[b] 2024 Oct 10
[m] 2024 Dec 16
[l] en

Distributed Systems

What is a system?

A sequence of discrete steps without infinite loops is a script. It starts, does some things and exists.

Once you introduce an infinite loop which does things indefinitely - you have a service (or "server", "app", etc.).

Once you define some abstractions within the implementation of your service and pass data into them to construct them and/or for them to perform some operations on the passed-in data - your service becomes a system (of abstractions).

What does it mean for a system to be "distributed"?

The distinction is actually a continuum.

The less certainty you have that the data, passed from one abstraction to another, is delivered and processed - the more distributed your system is.

e.g. ordered from more to less certainty:

  1. bind a value to a name
  2. apply a function
  3. read data behind a mutex
  4. write data to X, expecting another Y to read it, where (X, Y):
    1. (channel, thread)
    2. (TCP socket, thread)
    3. (TCP socket, process)
    4. (TCP socket, virtual host)
    5. (TCP socket, physical host)
    6. (UDP socket, *)

and so on ...

In practice people usually draw the line at machine-to-machine communication: once your abstractions (i.e. system components) are placed on different machines - they (and thus your system) are distributed (across hosts/machines).

Upon a bit more thought you realize that the starting point of uncertainty is leaving a shared memory space, so process-to-process communication should have a way to deal with some of the same problems as machine-to-machine one.

A bit more and ... thread-to-thread doesn't look so certain either.

What problems does increased uncertainty introduce?

Time

Once you have to deal with results coming from another machine you have a deep existential realization - there is no "time"!

there is no spoon

Time is a conflation of 2 ideas:

  1. order
  2. state

But ... The order of what? The state of what? Exactly!

These are the essential questions you must answer before your system is defined.

When you ask "what time is it", you can only answer it by observing a state of an object (i.e. a clock). This object has no magical backchannel to the rest of the universe, so it can only tell you about itself. The concept of a universal time may or may not exist, but you can never know whether it does, so for all practical purposes - it doesn't.

Observability of

Failure

You sent some data X to host F (hoping for it to tell you what Y is), you need a reply before you can go on. You're waiting, and waiting, and waiting ... Why?

You have no idea! That is the essential problem.

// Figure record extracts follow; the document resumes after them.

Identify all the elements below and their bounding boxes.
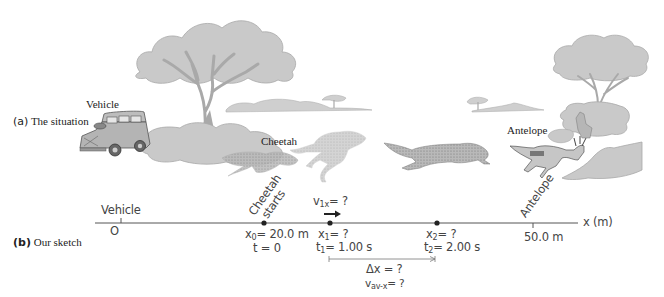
point-x0-dot [261, 220, 266, 225]
cheetah-leaping-icon [290, 131, 366, 182]
vehicle-icon [80, 111, 150, 156]
cheetah-label: Cheetah [261, 135, 297, 147]
panel-b-letter: (b) [13, 236, 31, 249]
origin-symbol: O [110, 224, 119, 238]
t2-label: t2= 2.00 s [424, 240, 480, 255]
origin-vehicle-label: Vehicle [101, 203, 141, 217]
panel-a-caption: (a) The situation [13, 115, 89, 128]
panel-b-title: Our sketch [34, 236, 82, 248]
point-x2-dot [434, 220, 439, 225]
v-average-label: vav-x= ? [365, 277, 404, 291]
x0-label: x0= 20.0 m [245, 227, 309, 242]
panel-a-title: The situation [31, 115, 89, 127]
t1-label: t1= 1.00 s [316, 240, 372, 255]
cheetah-running-icon [384, 143, 490, 170]
cheetah-crouching-icon [222, 152, 298, 176]
x-axis-label: x (m) [583, 215, 613, 229]
distant-bushes-icon [226, 95, 544, 112]
panel-b-caption: (b) Our sketch [13, 236, 82, 249]
delta-x-label: Δx = ? [366, 262, 403, 276]
antelope-position-value: 50.0 m [524, 230, 563, 244]
vehicle-label: Vehicle [86, 98, 119, 110]
velocity-arrow-icon [324, 211, 341, 218]
acacia-tree-large-icon [136, 21, 296, 130]
velocity-label: v1x= ? [313, 194, 348, 209]
t0-label: t = 0 [253, 241, 281, 255]
panel-a-letter: (a) [13, 115, 28, 128]
antelope-label: Antelope [507, 124, 547, 136]
point-x1-dot [327, 220, 332, 225]
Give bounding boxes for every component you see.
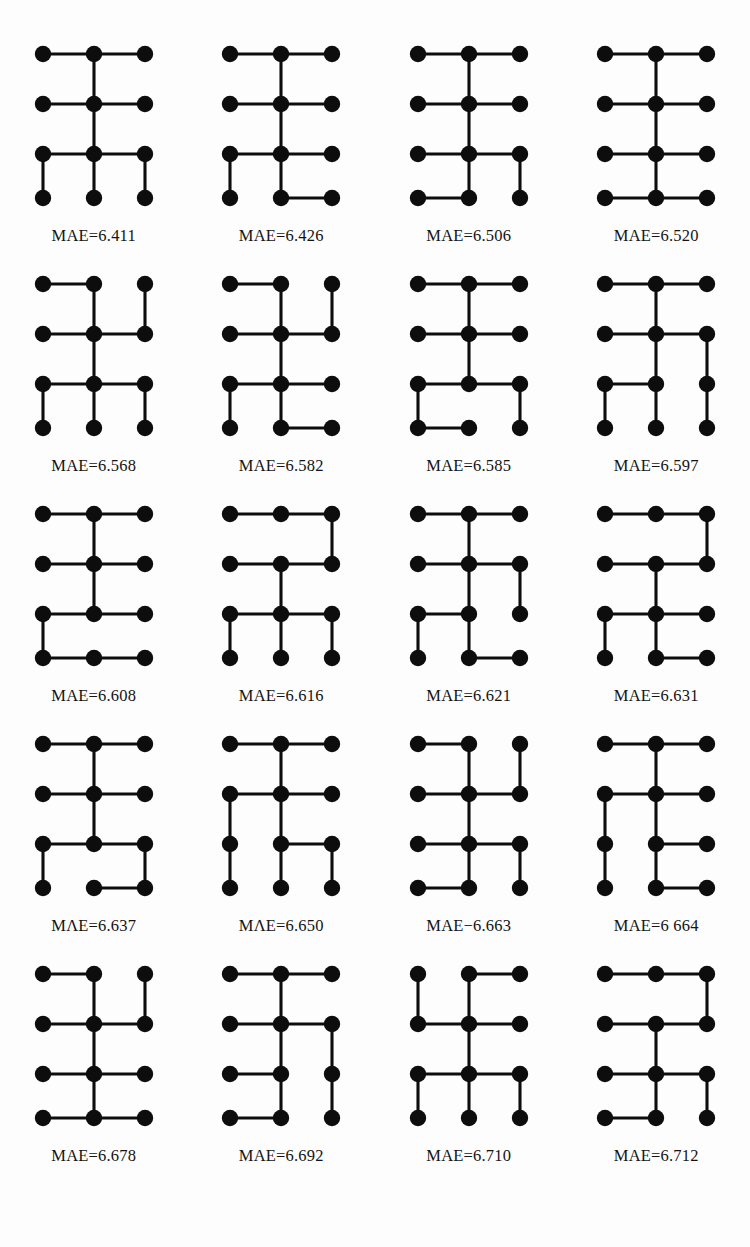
graph-node (222, 650, 238, 666)
graph-node (699, 606, 715, 622)
graph-caption: MAE=6.631 (614, 686, 699, 706)
graph-node (273, 46, 289, 62)
graph-caption: MΛE=6.650 (239, 916, 324, 936)
graph-node (35, 96, 51, 112)
graph-node (222, 376, 238, 392)
graph-node (648, 880, 664, 896)
graph-node (512, 276, 528, 292)
lattice-graph (404, 500, 534, 672)
graph-node (461, 736, 477, 752)
graph-node (324, 1110, 340, 1126)
graph-node (461, 276, 477, 292)
lattice-graph (591, 270, 721, 442)
graph-node (512, 190, 528, 206)
graph-node (86, 1016, 102, 1032)
graph-cell: MAE=6.616 (188, 500, 376, 730)
lattice-graph (404, 40, 534, 212)
graph-node (648, 46, 664, 62)
graph-node (35, 606, 51, 622)
graph-node (86, 420, 102, 436)
graph-node (597, 276, 613, 292)
graph-node (699, 836, 715, 852)
graph-node (699, 276, 715, 292)
graph-cell: MAE=6.426 (188, 40, 376, 270)
graph-node (512, 736, 528, 752)
graph-caption: MAE=6.710 (426, 1146, 511, 1166)
lattice-graph (29, 960, 159, 1132)
graph-node (324, 1066, 340, 1082)
graph-node (273, 96, 289, 112)
graph-node (324, 326, 340, 342)
graph-node (461, 880, 477, 896)
graph-node (597, 1016, 613, 1032)
graph-cell: MAE=6.568 (0, 270, 188, 500)
graph-node (86, 786, 102, 802)
graph-node (137, 836, 153, 852)
graph-node (222, 326, 238, 342)
graph-node (461, 376, 477, 392)
graph-cell: MΛE=6.637 (0, 730, 188, 960)
graph-node (137, 190, 153, 206)
graph-node (461, 96, 477, 112)
graph-node (461, 1016, 477, 1032)
graph-node (699, 190, 715, 206)
graph-node (699, 736, 715, 752)
graph-node (648, 376, 664, 392)
graph-node (410, 146, 426, 162)
graph-node (222, 966, 238, 982)
graph-node (137, 1016, 153, 1032)
graph-node (137, 556, 153, 572)
graph-node (648, 786, 664, 802)
graph-node (699, 376, 715, 392)
graph-node (324, 376, 340, 392)
graph-node (699, 650, 715, 666)
graph-node (648, 966, 664, 982)
graph-node (324, 46, 340, 62)
graph-cell: MAE=6.608 (0, 500, 188, 730)
graph-node (699, 326, 715, 342)
graph-grid: MAE=6.411MAE=6.426MAE=6.506MAE=6.520MAE=… (0, 40, 750, 1190)
graph-node (648, 146, 664, 162)
lattice-graph (29, 270, 159, 442)
graph-node (86, 966, 102, 982)
graph-node (597, 736, 613, 752)
graph-cell: MAE−6.663 (375, 730, 563, 960)
graph-node (699, 1016, 715, 1032)
graph-node (410, 506, 426, 522)
lattice-graph (216, 270, 346, 442)
graph-node (410, 556, 426, 572)
graph-node (597, 1110, 613, 1126)
graph-node (137, 880, 153, 896)
graph-cell: MAE=6.585 (375, 270, 563, 500)
lattice-graph (216, 960, 346, 1132)
graph-node (410, 326, 426, 342)
graph-node (222, 736, 238, 752)
graph-node (410, 650, 426, 666)
graph-cell: MAE=6.712 (563, 960, 750, 1190)
graph-node (222, 836, 238, 852)
graph-caption: MAE=6.585 (426, 456, 511, 476)
graph-node (512, 506, 528, 522)
graph-node (699, 880, 715, 896)
graph-node (648, 326, 664, 342)
graph-node (648, 606, 664, 622)
graph-node (512, 96, 528, 112)
graph-node (137, 276, 153, 292)
graph-node (273, 506, 289, 522)
graph-node (222, 420, 238, 436)
lattice-graph (404, 270, 534, 442)
graph-node (597, 880, 613, 896)
graph-node (222, 1066, 238, 1082)
lattice-graph (216, 730, 346, 902)
lattice-graph (404, 960, 534, 1132)
graph-node (699, 96, 715, 112)
graph-node (699, 1066, 715, 1082)
graph-node (597, 326, 613, 342)
graph-node (648, 1066, 664, 1082)
graph-node (86, 96, 102, 112)
graph-node (461, 190, 477, 206)
graph-node (597, 1066, 613, 1082)
graph-node (35, 420, 51, 436)
graph-node (512, 376, 528, 392)
graph-node (597, 606, 613, 622)
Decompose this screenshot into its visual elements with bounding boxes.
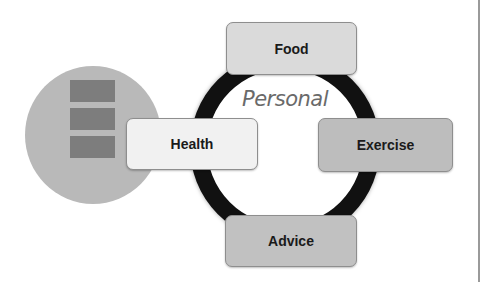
stack-block-1 xyxy=(70,80,115,102)
node-health: Health xyxy=(126,118,258,170)
node-advice: Advice xyxy=(225,215,357,267)
node-exercise: Exercise xyxy=(318,118,453,172)
diagram-canvas: Personal Food Health Exercise Advice xyxy=(0,0,481,282)
node-health-label: Health xyxy=(171,136,214,152)
node-advice-label: Advice xyxy=(268,233,314,249)
node-food-label: Food xyxy=(274,41,308,57)
node-food: Food xyxy=(226,22,357,75)
center-label: Personal xyxy=(235,87,335,111)
node-exercise-label: Exercise xyxy=(357,137,415,153)
stack-block-2 xyxy=(70,108,115,130)
stack-block-3 xyxy=(70,136,115,158)
right-border-line xyxy=(478,0,480,282)
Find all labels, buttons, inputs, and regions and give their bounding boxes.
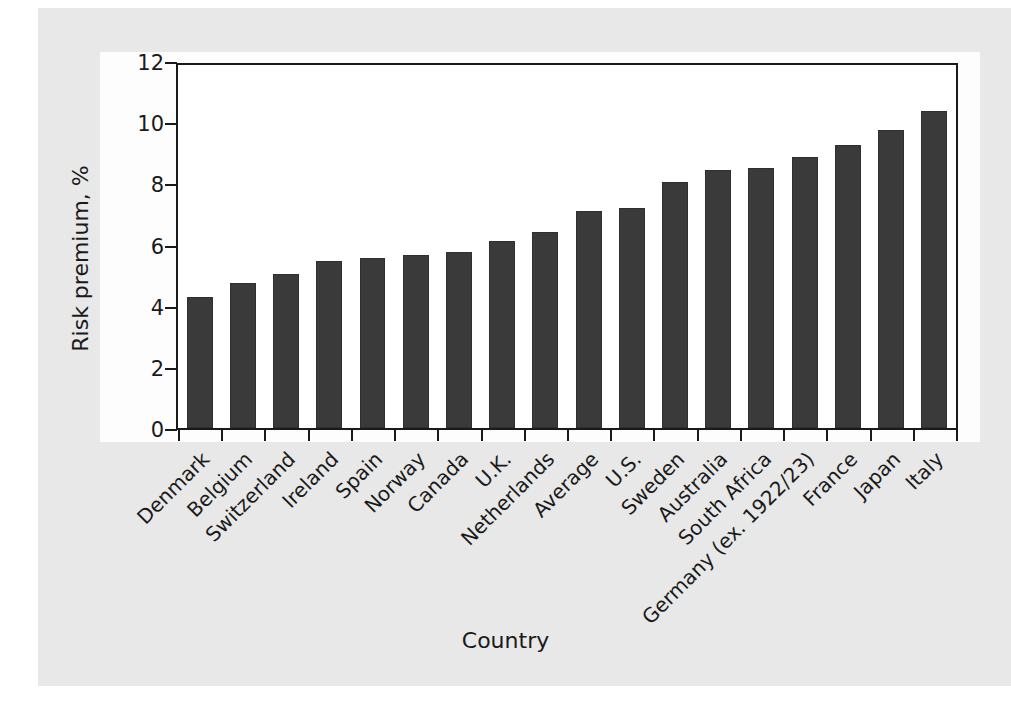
y-axis-tick-label: 4	[124, 297, 164, 318]
bar-slot	[264, 65, 307, 428]
bar	[532, 232, 558, 428]
y-axis-tick-label: 8	[124, 175, 164, 196]
bar-slot	[437, 65, 480, 428]
x-axis-tick-mark	[178, 430, 180, 441]
bar-slot	[697, 65, 740, 428]
bar-slot	[913, 65, 956, 428]
y-axis-title: Risk premium, %	[68, 149, 93, 369]
bar	[662, 182, 688, 428]
y-axis-tick-label: 6	[124, 236, 164, 257]
bar-slot	[308, 65, 351, 428]
y-axis-tick-label: 2	[124, 358, 164, 379]
y-axis-tick-mark	[165, 246, 177, 248]
y-axis-tick-mark	[165, 429, 177, 431]
x-axis-title: Country	[0, 628, 1011, 653]
y-axis-tick-label: 0	[124, 420, 164, 441]
bar-slot	[221, 65, 264, 428]
bar-slot	[481, 65, 524, 428]
bar-slot	[178, 65, 221, 428]
bar-slot	[783, 65, 826, 428]
bar	[792, 157, 818, 428]
bar-slot	[567, 65, 610, 428]
y-axis-tick-label: 10	[124, 114, 164, 135]
y-axis-tick-mark	[165, 368, 177, 370]
bar	[705, 170, 731, 428]
bar	[921, 111, 947, 428]
bar	[403, 255, 429, 428]
y-axis-tick-mark	[165, 62, 177, 64]
bar-slot	[653, 65, 696, 428]
y-axis-tick-label: 12	[124, 53, 164, 74]
y-axis-tick-mark	[165, 123, 177, 125]
bar	[187, 297, 213, 429]
bar-slot	[524, 65, 567, 428]
bar	[748, 168, 774, 428]
y-axis-tick-labels: 024681012	[118, 0, 164, 707]
bar-slot	[740, 65, 783, 428]
bar-chart-figure: 024681012 DenmarkBelgiumSwitzerlandIrela…	[0, 0, 1011, 707]
y-axis-tick-mark	[165, 184, 177, 186]
y-axis-tick-mark	[165, 307, 177, 309]
bar-slot	[394, 65, 437, 428]
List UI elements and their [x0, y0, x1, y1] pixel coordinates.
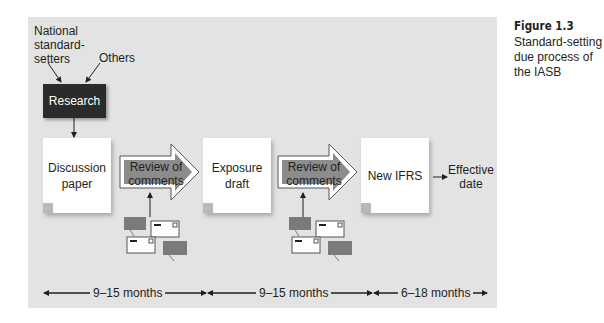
timeline-label-2: 9–15 months: [256, 286, 331, 300]
timeline-label-1: 9–15 months: [90, 286, 165, 300]
timeline-label-3: 6–18 months: [398, 286, 473, 300]
caption-line: due process of: [514, 50, 602, 65]
caption-line: the IASB: [514, 65, 602, 80]
figure-caption: Standard-setting due process of the IASB: [514, 35, 602, 80]
caption-line: Standard-setting: [514, 35, 602, 50]
figure-number: Figure 1.3: [514, 18, 574, 33]
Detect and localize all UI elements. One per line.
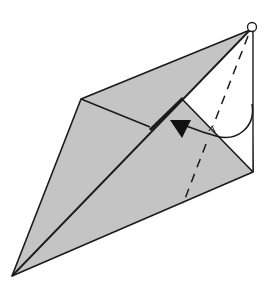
origami-diagram: Kite-shaped folded paper with a flap bei… [0, 0, 269, 293]
pivot-circle-icon [248, 23, 257, 32]
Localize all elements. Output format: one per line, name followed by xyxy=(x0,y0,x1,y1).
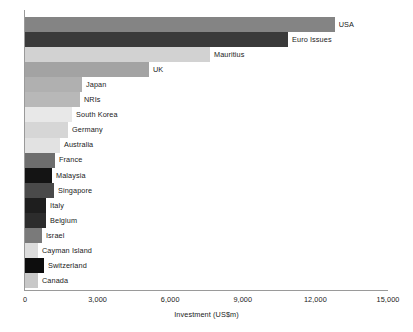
x-tick-label: 3,000 xyxy=(88,295,107,304)
bar-label: Japan xyxy=(86,81,106,88)
bar-row: Australia xyxy=(25,138,388,153)
bar-row: UK xyxy=(25,62,388,77)
bar-row: South Korea xyxy=(25,107,388,122)
x-tick-label: 9,000 xyxy=(233,295,252,304)
bar-australia xyxy=(25,138,60,153)
bar-chart: USAEuro IssuesMauritiusUKJapanNRIsSouth … xyxy=(0,0,413,332)
bar-cayman-island xyxy=(25,243,38,258)
bar-mauritius xyxy=(25,47,210,62)
bar-usa xyxy=(25,17,335,32)
bar-row: Canada xyxy=(25,273,388,288)
plot-area: USAEuro IssuesMauritiusUKJapanNRIsSouth … xyxy=(25,10,388,290)
bar-series: USAEuro IssuesMauritiusUKJapanNRIsSouth … xyxy=(25,17,388,288)
bar-japan xyxy=(25,77,82,92)
bar-label: Australia xyxy=(64,141,93,148)
bar-germany xyxy=(25,122,68,137)
bar-row: Malaysia xyxy=(25,168,388,183)
bar-france xyxy=(25,153,55,168)
x-axis-ticks: 03,0006,0009,00012,00015,000 xyxy=(0,295,413,309)
x-tick-label: 0 xyxy=(23,295,27,304)
bar-label: Cayman Island xyxy=(42,247,92,254)
bar-label: South Korea xyxy=(76,111,118,118)
bar-row: NRIs xyxy=(25,92,388,107)
x-axis-line xyxy=(24,290,388,291)
bar-euro-issues xyxy=(25,32,288,47)
bar-row: Israel xyxy=(25,228,388,243)
bar-row: France xyxy=(25,153,388,168)
bar-label: Singapore xyxy=(58,187,92,194)
bar-singapore xyxy=(25,183,54,198)
bar-label: Israel xyxy=(46,232,64,239)
bar-row: Belgium xyxy=(25,213,388,228)
bar-row: Switzerland xyxy=(25,258,388,273)
x-axis-title: Investment (US$m) xyxy=(0,310,413,319)
bar-row: Cayman Island xyxy=(25,243,388,258)
bar-row: Japan xyxy=(25,77,388,92)
bar-label: NRIs xyxy=(84,96,101,103)
bar-row: Germany xyxy=(25,122,388,137)
bar-italy xyxy=(25,198,46,213)
x-tick-label: 15,000 xyxy=(377,295,400,304)
bar-south-korea xyxy=(25,107,72,122)
bar-belgium xyxy=(25,213,46,228)
bar-israel xyxy=(25,228,42,243)
bar-row: Singapore xyxy=(25,183,388,198)
bar-label: Canada xyxy=(42,277,68,284)
bar-label: Belgium xyxy=(50,217,77,224)
bar-canada xyxy=(25,273,38,288)
bar-row: Italy xyxy=(25,198,388,213)
bar-label: UK xyxy=(153,66,163,73)
bar-label: Euro Issues xyxy=(292,36,332,43)
bar-row: Euro Issues xyxy=(25,32,388,47)
bar-row: USA xyxy=(25,17,388,32)
bar-nris xyxy=(25,92,80,107)
bar-label: Malaysia xyxy=(56,172,86,179)
bar-malaysia xyxy=(25,168,52,183)
bar-label: Germany xyxy=(72,126,103,133)
bar-row: Mauritius xyxy=(25,47,388,62)
bar-switzerland xyxy=(25,258,44,273)
bar-label: France xyxy=(59,156,82,163)
bar-label: Italy xyxy=(50,202,64,209)
x-tick-label: 12,000 xyxy=(304,295,327,304)
bar-label: Switzerland xyxy=(48,262,87,269)
bar-label: USA xyxy=(339,21,354,28)
bar-uk xyxy=(25,62,149,77)
x-tick-label: 6,000 xyxy=(161,295,180,304)
bar-label: Mauritius xyxy=(214,51,245,58)
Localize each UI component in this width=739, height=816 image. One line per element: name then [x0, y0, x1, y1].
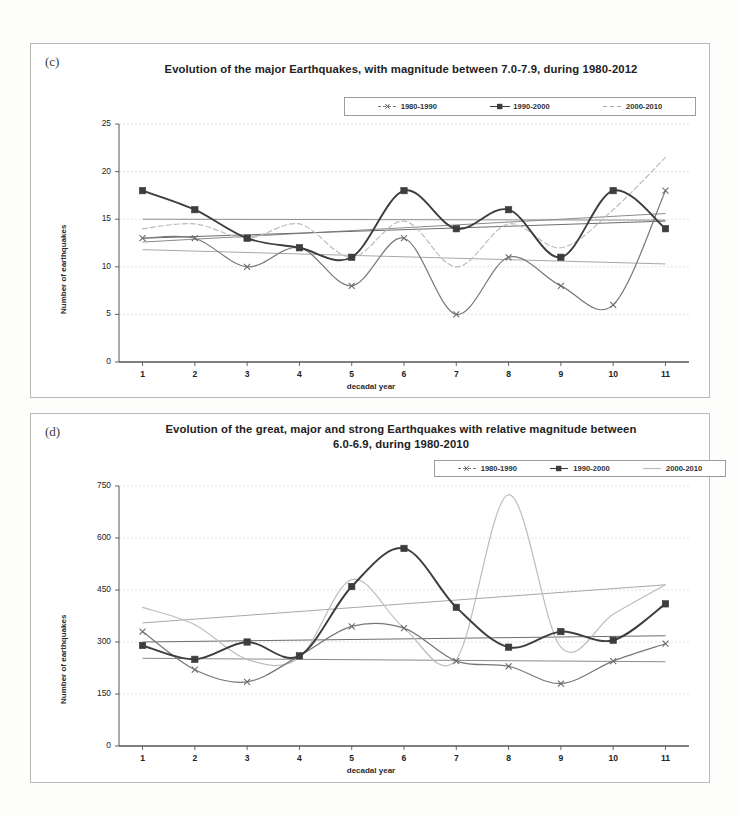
y-tick-label: 20 [77, 166, 111, 176]
x-tick-label: 9 [547, 369, 575, 379]
y-tick-label: 150 [77, 688, 111, 698]
chart-panel-d: (d) Evolution of the great, major and st… [30, 413, 710, 783]
x-tick-label: 6 [390, 753, 418, 763]
x-tick-label: 7 [442, 369, 470, 379]
x-tick-label: 2 [181, 753, 209, 763]
x-tick-label: 8 [495, 369, 523, 379]
x-tick-label: 11 [651, 753, 679, 763]
y-axis-title-d: Number of earthquakes [59, 615, 68, 704]
x-tick-label: 10 [599, 369, 627, 379]
chart-panel-c: (c) Evolution of the major Earthquakes, … [30, 43, 710, 398]
x-tick-label: 2 [181, 369, 209, 379]
x-tick-label: 11 [651, 369, 679, 379]
x-tick-label: 9 [547, 753, 575, 763]
y-tick-label: 0 [77, 356, 111, 366]
x-axis-title-c: decadal year [31, 382, 711, 391]
x-axis-title-d: decadal year [31, 766, 711, 775]
x-tick-label: 3 [233, 369, 261, 379]
y-axis-title-c: Number of earthquakes [59, 225, 68, 314]
y-tick-label: 750 [77, 480, 111, 490]
x-tick-label: 4 [285, 753, 313, 763]
x-tick-label: 1 [129, 369, 157, 379]
x-tick-label: 6 [390, 369, 418, 379]
x-tick-label: 10 [599, 753, 627, 763]
x-tick-label: 5 [338, 369, 366, 379]
x-tick-label: 1 [129, 753, 157, 763]
y-tick-label: 25 [77, 118, 111, 128]
x-tick-label: 7 [442, 753, 470, 763]
chart-svg-c [31, 44, 711, 399]
y-tick-label: 300 [77, 636, 111, 646]
y-tick-label: 600 [77, 532, 111, 542]
y-tick-label: 0 [77, 740, 111, 750]
x-tick-label: 8 [495, 753, 523, 763]
y-tick-label: 10 [77, 261, 111, 271]
x-tick-label: 3 [233, 753, 261, 763]
y-tick-label: 450 [77, 584, 111, 594]
y-tick-label: 15 [77, 213, 111, 223]
chart-svg-d [31, 414, 711, 784]
plot-area-c [31, 44, 711, 399]
y-tick-label: 5 [77, 308, 111, 318]
x-tick-label: 5 [338, 753, 366, 763]
x-tick-label: 4 [285, 369, 313, 379]
plot-area-d [31, 414, 711, 784]
scanned-page: (c) Evolution of the major Earthquakes, … [0, 0, 739, 816]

In practice, the only usable definition of failure is a timeout - a period of time without a reply is an arbitrary line in the sand to consider F(X) to have failed.

State

What is the state of the system as a whole right now?

An impossible to answer question, since you have neither time (what is "now"?) nor observability!

Practical solutions here once again draw lines in the sand using timeouts.

What is the state of the system as a whole given the known of states of components?

This is possible to answer if the state is represented as a CRDT:

The simplest example of a CRDT is a set that only grows, so with distributed component states being:

the total state of the system is {foo, bar, baz}.

This is already useful (you can implement a counter!), but obviously limiting, since you can neither remove a member, nor determine the order they were inserted in. Although with some refinement, limited removals are possible - see 2P and OR sets in the above-linked articles.